Saturday, January 16, 2010

The Poison of Subjectivism

How did the moral law get written? Lewis looks at this question in his essay The Poison of Subjectivism. He addresses a common question in his essay, "Are these things right because God commands them, or does God command them because they are right?" His point is that we neither are right, neither could be right on its own, but both together, somehow must be right. We cannot see this, we cannot understand this exactly. All that could be said about this is that God is good, or God is love (ultimately a similar concept). Lewis says this by saying, "God is not merely good, but goodness, goodness is not merely divine, but God."

You could then say that whenever good is done, God is brought to earth, whenever someone loves (truly loves) they bring a bit of God to earth.

Anyway, why can we not understand the concept of goodness, or the concept of how moral law came about? Lewis proposes a concept of a cube coming into a 2D plain. This cube would either appear as 6 separate squares, or as just one side of the cube, either way you would not be able to see all of the cube. I like this analogy, let me develop it.

Assume you are in existance only in a 2D plane. You either face the positive direction or the negative direction, you move either up or down, or the the right or to the left. There is no depth, there is nothing beyond the 2D plane. Now the fact that a 3D world exists would not be evident unless it was revealed. Suppose that the God living in this 3D world decides to show himself. He simply puts his finger into the plain and withdraws it.

When the finger enters, it would first appear as a dot, then grow into a circle, then as it retracts it would shrink back into a dot and disappear. People who saw this may be taken aback. This "point, then circle, then point" simply appears, then disappears. A science man may say that this was nothing, just a point circle then point. But a religious man may say that this is something greater putting its influence on the 2D world. Even if people believed this, they would never be able to explain it. They simply could not rap their mind around it, because it is a concept that doesn't seem to exist.

This concept could be much compared to goodness. We cannot fully understand it, but we cannot ignore the fact that it happened (or exists)

In Christ,

Ben

1 comment:

  1. I enjoyed reading your insights in the first paragraph of why things are right; I think you hit on several key things. Also, I love what you said in your second paragraph with the idea of bringing God to earth through our actions. Well said.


### Activity
Repeat the data in full. Drop every picture.
[Material supplied — start]
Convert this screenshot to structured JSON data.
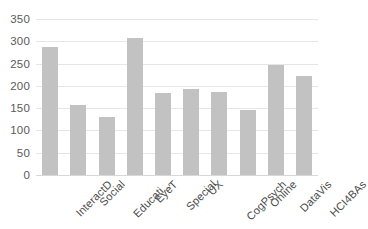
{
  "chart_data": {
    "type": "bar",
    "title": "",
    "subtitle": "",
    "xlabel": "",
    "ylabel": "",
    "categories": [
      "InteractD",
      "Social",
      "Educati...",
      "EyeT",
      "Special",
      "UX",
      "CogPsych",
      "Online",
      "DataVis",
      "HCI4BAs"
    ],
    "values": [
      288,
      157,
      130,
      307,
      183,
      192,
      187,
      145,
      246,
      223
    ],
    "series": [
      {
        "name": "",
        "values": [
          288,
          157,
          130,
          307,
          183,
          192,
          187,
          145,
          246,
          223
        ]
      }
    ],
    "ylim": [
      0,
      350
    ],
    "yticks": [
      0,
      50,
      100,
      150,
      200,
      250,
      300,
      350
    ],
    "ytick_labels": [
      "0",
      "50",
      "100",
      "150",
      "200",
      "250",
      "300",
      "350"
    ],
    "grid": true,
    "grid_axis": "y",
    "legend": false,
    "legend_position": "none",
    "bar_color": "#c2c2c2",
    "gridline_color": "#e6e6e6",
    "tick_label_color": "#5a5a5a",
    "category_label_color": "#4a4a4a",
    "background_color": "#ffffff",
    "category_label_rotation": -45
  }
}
[Material supplied — finish]
### Exercise result
Convert this screenshot to structured JSON data.
{
  "chart_data": {
    "type": "bar",
    "title": "",
    "subtitle": "",
    "xlabel": "",
    "ylabel": "",
    "categories": [
      "InteractD",
      "Social",
      "Educati...",
      "EyeT",
      "Special",
      "UX",
      "CogPsych",
      "Online",
      "DataVis",
      "HCI4BAs"
    ],
    "values": [
      288,
      157,
      130,
      307,
      183,
      192,
      187,
      145,
      246,
      223
    ],
    "series": [
      {
        "name": "",
        "values": [
          288,
          157,
          130,
          307,
          183,
          192,
          187,
          145,
          246,
          223
        ]
      }
    ],
    "ylim": [
      0,
      350
    ],
    "yticks": [
      0,
      50,
      100,
      150,
      200,
      250,
      300,
      350
    ],
    "ytick_labels": [
      "0",
      "50",
      "100",
      "150",
      "200",
      "250",
      "300",
      "350"
    ],
    "grid": true,
    "grid_axis": "y",
    "legend": false,
    "legend_position": "none",
    "bar_color": "#c2c2c2",
    "gridline_color": "#e6e6e6",
    "tick_label_color": "#5a5a5a",
    "category_label_color": "#4a4a4a",
    "background_color": "#ffffff",
    "category_label_rotation": -45
  }
}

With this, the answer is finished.